Exactly the lines from the line with "Image resolution: width=1021" through the final line of the records below, both ends included, are to be set down. Do not include pictures.

Start of Records shown

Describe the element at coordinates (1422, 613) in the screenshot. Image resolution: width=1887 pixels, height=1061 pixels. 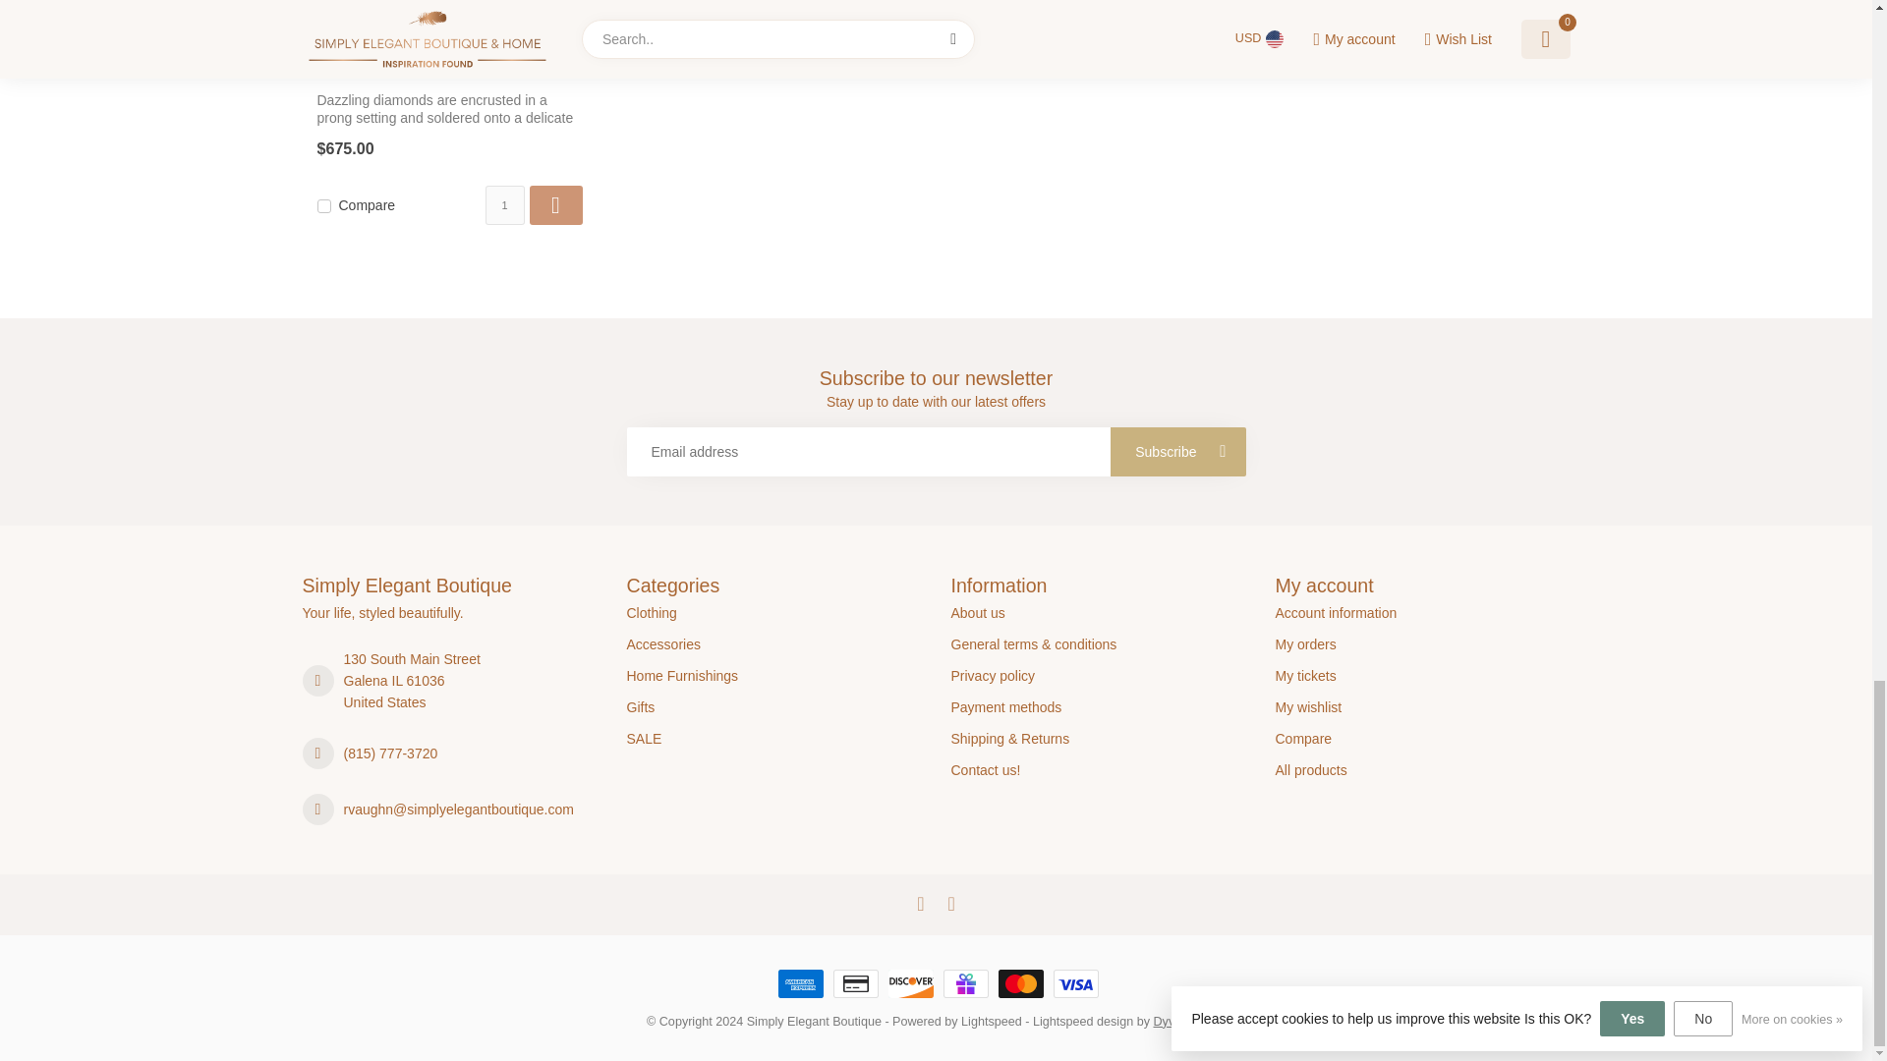
I see `Account information` at that location.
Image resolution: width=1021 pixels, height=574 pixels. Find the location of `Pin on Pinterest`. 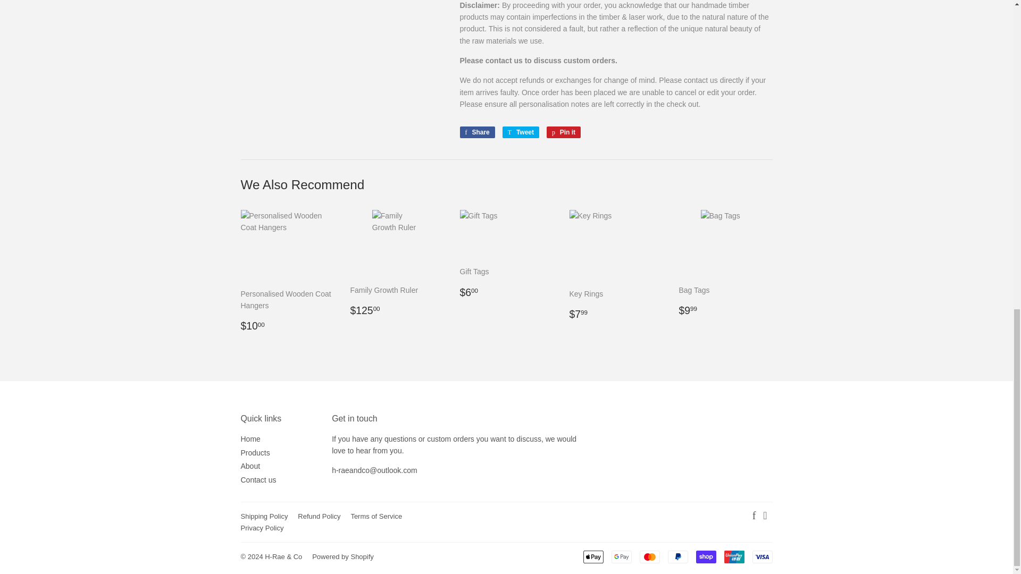

Pin on Pinterest is located at coordinates (564, 132).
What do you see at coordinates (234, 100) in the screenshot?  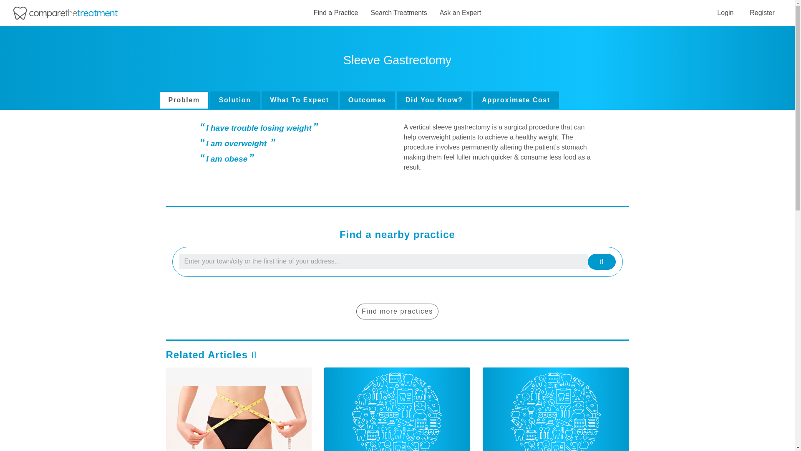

End of Records shown

● Response
Image resolution: width=1021 pixels, height=574 pixels. Find the location of `Pin on Pinterest`. 

Pin on Pinterest is located at coordinates (564, 132).
What do you see at coordinates (234, 100) in the screenshot?  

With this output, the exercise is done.